Facebook Donates $250,000 to U Alabama, Birmingham To Fight Malware

The University of Alabama at Birmingham's Center for Information Assurance and Joint Forensics Research (CIA|JFR) has received $250,000 from Facebook for its efforts to international cybercriminals.

"As a result of numerous collaborations over the years, Facebook recognizes the center as both a partner in fighting Internet abuse, and as a critical player in developing future experts who will become dedicated cybersecurity professionals," said Joe Sullivan, chief security officer at Facebook. "The center has earned this gift for their successes in fighting cybercrime and because of the need for formal cybersecurity education to better secure everyone's data across the world."

Provided by money Facebook has recovered from spammers, the donation was awarded in recognition of efforts by the center to fight Koobface (an anagram of facebook), a worm that used social networks to create a botnet that installed additional malware and answered search queries with advertisements.

On January 17, 2012 Facebook posted a message about Koobface that read, in part, "After more than 3 years and numerous hours of working closely with industry leaders, the security community, and law enforcement, we are pleased to announce that Facebook has been free of infections for over 9 months."

At the end of the statement, the company thanked four people for their work on Koobface, including Brian Tanner, who was then a UAB student, and Gary Warner, director of Research in Computer Forensics at the university.

The funds will be used to expand the center's headquarters, which adds more than 1 million spam emails to its UAB Spam Data Mine each day and "gathers resources from law enforcement, business, government agencies and academia," according to information released by the university.

"Cyberattacks are ever-evolving and multiplying and the well-being of society depends on a highly trained workforce, so we thank Facebook for helping bolster the center as we continue to educate the next generation of cybercrime solvers," said Anthony Skjellum, chair of the UAB Department of Computer and Information Sciences and co-founder of the CIA|JFR. "The Facebook Suite will be the CIA|JFR nerve center. It will be the place where cybervisionaries from around the world will gather to share ideas, discoveries and solutions."

"Cyberattacks are generally perpetrated by sophisticated networks, so we all realized that any successful effort to combat them would likewise require a specialized network that could compete with anything operating in the underworld," said Interim UAB President Richard Marchase. "The center has already assembled an internationally respected team, and now Facebook's generous contribution will help provide us with a state-of-the-art headquarters, positioning UAB at the vanguard of the global fight against cybercrime."

More information about the Center for Information Assurance and Joint Forensics Research is available at thecenter.uab.edu.

About the Author

Joshua Bolkan is contributing editor for Campus Technology, THE Journal and STEAM Universe. He can be reached at [email protected].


- _What is needed_: Could you repeat every entry below word for word, leaving out the pictures?

(Stored dataset items)
▬▬▬▬▬▬

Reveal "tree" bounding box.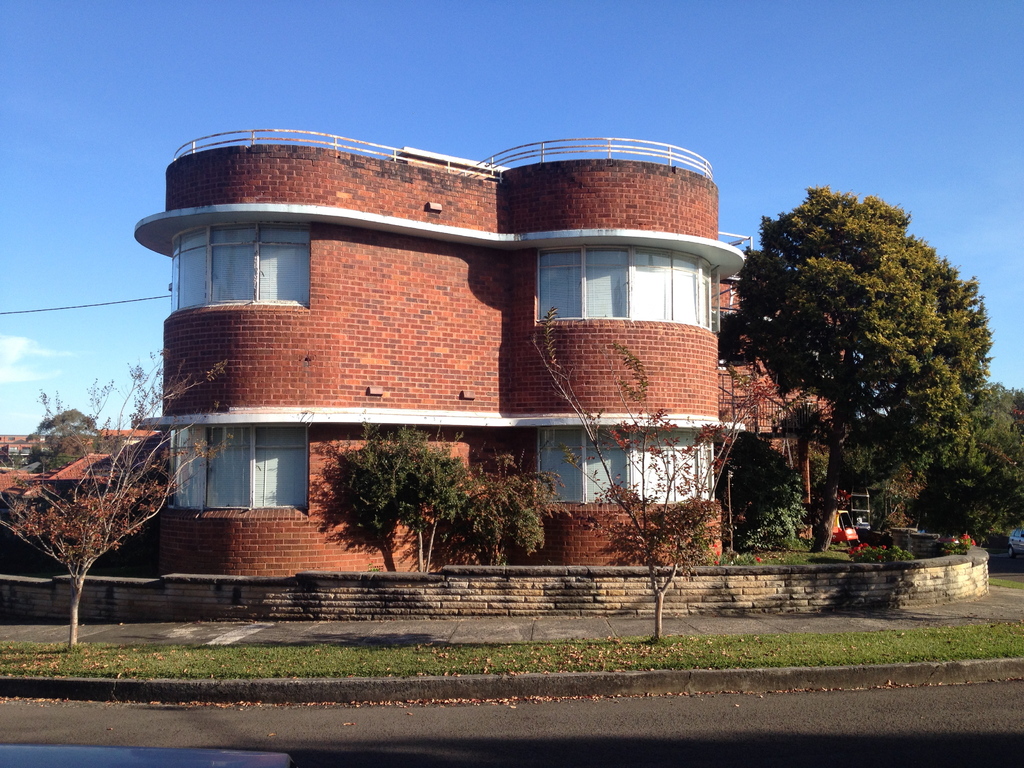
Revealed: x1=436 y1=443 x2=570 y2=569.
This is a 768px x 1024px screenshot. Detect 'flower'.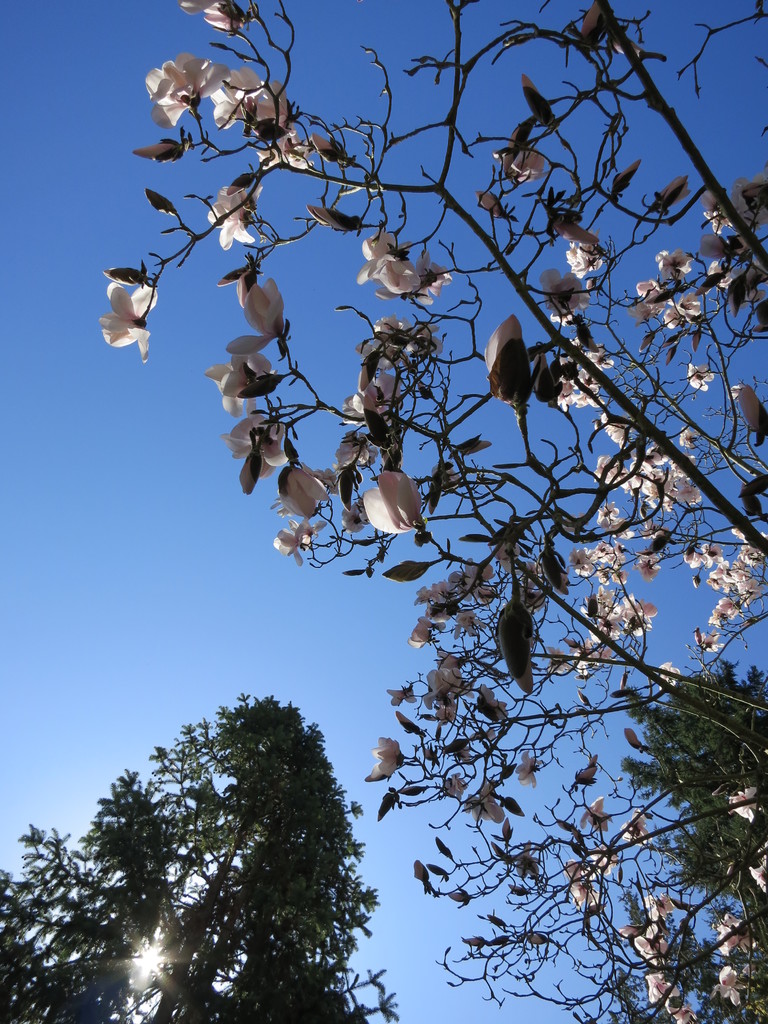
left=176, top=0, right=214, bottom=17.
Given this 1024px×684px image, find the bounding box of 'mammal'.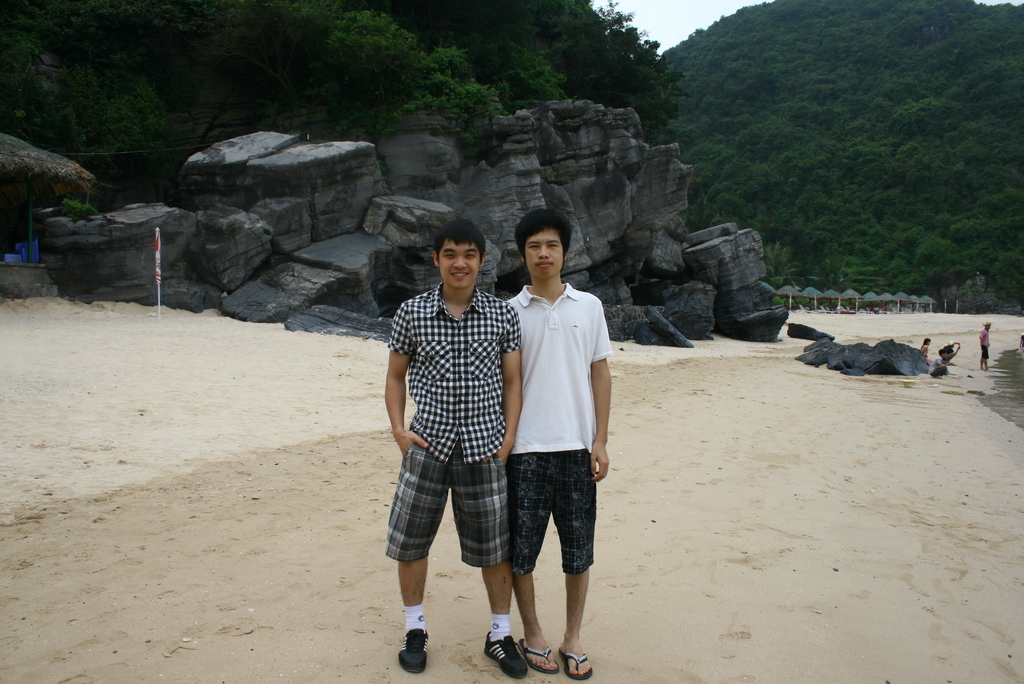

▬▬▬▬▬▬

- _Finished task_:
Reveal "tree" bounding box.
Revealed: x1=436 y1=443 x2=570 y2=569.
This is a 768px x 1024px screenshot. Detect 'flower'.
left=176, top=0, right=214, bottom=17.
Given this 1024px×684px image, find the bounding box of 'mammal'.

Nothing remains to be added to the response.